President Donald Trump's claim that the Department of Justice engaged in a conspiracy against him, which is at the heart of his proposal that he be reimbursed $230 million for his legal fees and pain, falls apart under an examination of former Attorney General Merrick Garland’s meddling, according to a columnist.
According to MSNBC’s Ken Dilanian, a new book by MSNBC investigative correspondent Carol Leonnig and Washington Post reporter Aaron C. Davis documents Garland forcing investigators to take it slow while investigating the then-former president over his involvement in the Jan. 6 insurrection and stolen government documents recovered from Mar-a-Lago after he lost re-election.
Using the book’s revelations, Dilanian wrote, “The picture painted of a hesitant Justice Department runs contrary to the GOP allegation that the federal indictments of Trump by special counsel Jack Smith were the product of a Democrat-led plot to weaponize the Justice Department. Instead, the book depicts example after example of the opposite happening.”
As he explained, Garland, now another target of Trump for prosecution, “slow-walked” all things Trump-related.
After a grand jury tasked with looking into fake electors was empaneled in January 2022, “the FBI debated another 10 weeks before approving a memo formally opening that investigation, further delaying the gathering of evidence,” and then did not specify Trump as a target, only his campaign.
“In fall 2022, ahead of the midterm elections, Garland opted to freeze both the classified documents and election investigations because of what some officials believed was his overly cautious reading of a DOJ policy not to take any public action close to an election,” Dilanian reported. “Trump was not even on the ballot and had not yet declared his presidential candidacy for 2024. But Garland nonetheless imposed the freeze.”
He also noted Leonnig and Davis wrote, “For months, investigators would have to wait to issue subpoenas or interview witnesses to gather new information,” because Garland “had chosen to impose a very conservative interpretation of what DOJ officials called the 60-day rule" regarding investigations near elections.
“Taken together” he wrote, “the decisions described by Leonnig and Davis show that Garland, [special counsel Jack] Smith and others supervising the cases leading to the federal indictments against Trump were straining to give the former president every benefit afforded under DOJ norms and policies.”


THE PROBLEM:
Report only the number of lines below in which the string "label" appears.

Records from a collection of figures
--- START ---
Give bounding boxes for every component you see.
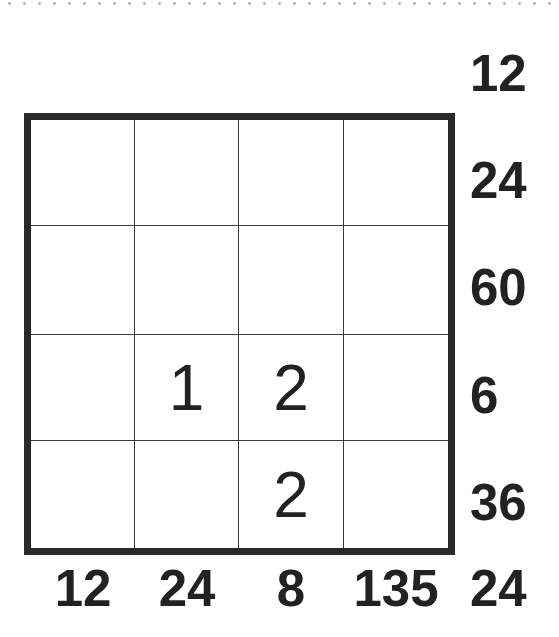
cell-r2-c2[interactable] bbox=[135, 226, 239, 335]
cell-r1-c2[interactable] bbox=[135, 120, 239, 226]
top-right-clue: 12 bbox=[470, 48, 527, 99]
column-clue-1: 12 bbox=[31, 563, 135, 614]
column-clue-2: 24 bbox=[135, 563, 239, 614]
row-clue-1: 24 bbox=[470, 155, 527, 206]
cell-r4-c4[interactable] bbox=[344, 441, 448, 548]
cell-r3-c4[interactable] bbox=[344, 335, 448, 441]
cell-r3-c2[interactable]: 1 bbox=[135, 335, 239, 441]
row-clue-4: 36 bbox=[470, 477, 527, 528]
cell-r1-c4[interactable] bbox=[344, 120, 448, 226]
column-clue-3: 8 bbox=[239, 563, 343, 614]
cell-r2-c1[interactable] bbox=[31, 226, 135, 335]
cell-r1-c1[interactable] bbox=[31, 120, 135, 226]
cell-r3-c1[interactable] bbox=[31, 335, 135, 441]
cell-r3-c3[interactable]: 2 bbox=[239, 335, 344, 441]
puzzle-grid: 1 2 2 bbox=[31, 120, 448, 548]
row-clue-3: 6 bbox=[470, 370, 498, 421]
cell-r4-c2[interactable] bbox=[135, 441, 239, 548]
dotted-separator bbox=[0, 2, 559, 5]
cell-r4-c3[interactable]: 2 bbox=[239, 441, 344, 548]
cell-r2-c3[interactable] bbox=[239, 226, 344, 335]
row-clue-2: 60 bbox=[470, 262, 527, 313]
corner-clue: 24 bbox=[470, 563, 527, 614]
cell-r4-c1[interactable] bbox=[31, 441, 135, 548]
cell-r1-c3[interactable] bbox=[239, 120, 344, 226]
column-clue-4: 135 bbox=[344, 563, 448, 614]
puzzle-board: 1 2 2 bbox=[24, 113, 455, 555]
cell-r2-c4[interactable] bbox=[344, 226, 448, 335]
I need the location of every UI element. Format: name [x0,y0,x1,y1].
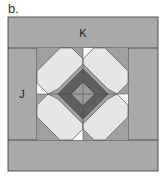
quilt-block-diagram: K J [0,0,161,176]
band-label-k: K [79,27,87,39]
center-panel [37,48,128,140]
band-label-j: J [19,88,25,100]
--- END ---
EXERCISE RESULT:
2